Cold and mostly clear. A pileated woodpecker riot of one vents its fury in a glowing, golden canopy of chestnut oaks.
October 2016
Sunday October 30, 2016
Gray in the west, yellow in the east, blue overhead. A tiny sharp-shinned hawk lands in a yard tree and only one squirrel bothers to scold.
Saturday October 29, 2016
Warm eddies mingle with the cold. A flock of sparrows moves through the meadow, singing, twittering, setting the goldenrod heads asway.
Friday October 28, 2016
In the big oaks tossing in the wind, finally some splotches of color. A freight train’s out-of-tune horn blows a chord unknown to music.
Thursday October 27, 2016
Goldfinches repopulate a leafless birch and sit eating seeds. From the east, the sound of the quarry’s crusher, its breakfast of stones.

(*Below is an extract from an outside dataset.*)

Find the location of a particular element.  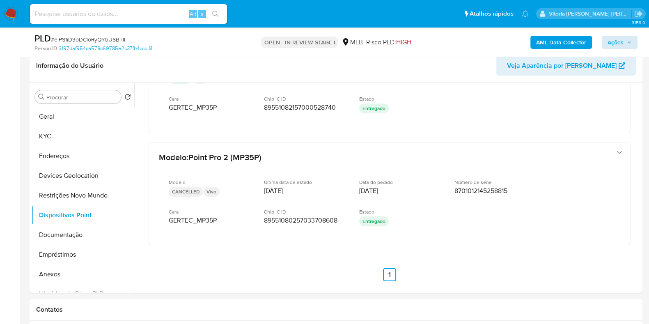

Wednesday October 26, 2016
Sun through thin, high clouds—light for a much milder morning than this one in which periwinkle leaves glitter with melting hoarfrost.
Tuesday October 25, 2016
The wind persists, and now that the walnut trees are bare I can see the aspens by the marsh, their perpetually agitated crowds yellowing up.
Monday October 24, 2016
Over the wind, the twittering of chickadees trailing a flock of kinglets into the birches. Two brown creepers appear on adjacent trunks.
Sunday October 23, 2016
Cloudy and cold. The soft back-and-forth of sparrows flitting between woods and meadow. The distant keening of an ambulance.
Saturday October 22, 2016
Snowflakes backlit by the sun. Unlike rain they don’t just fall; they fly. A strip of bark is draped over a birch twig like a spare tie.
Friday October 21, 2016
After last night’s storm, all the birches and maples at the woods’ edge have lost their bright leaves, the oaks beyond still a sombre green.
Thursday October 20, 2016
The tulip poplar sapling in the yard glows in the sunlight, a golden column. A honeybee buzzes around the empty light socket above my head.
Wednesday October 19, 2016
The barberry beside the stream is turning from the inside out: under a green cloak, salmon pink, blood-red beads, the hurdy-gurdy of a wren.
Tuesday October 18, 2016
White-throated sparrows move through the dead meadow, roaming musicians with one tune between them, the air above suddenly full of leaves.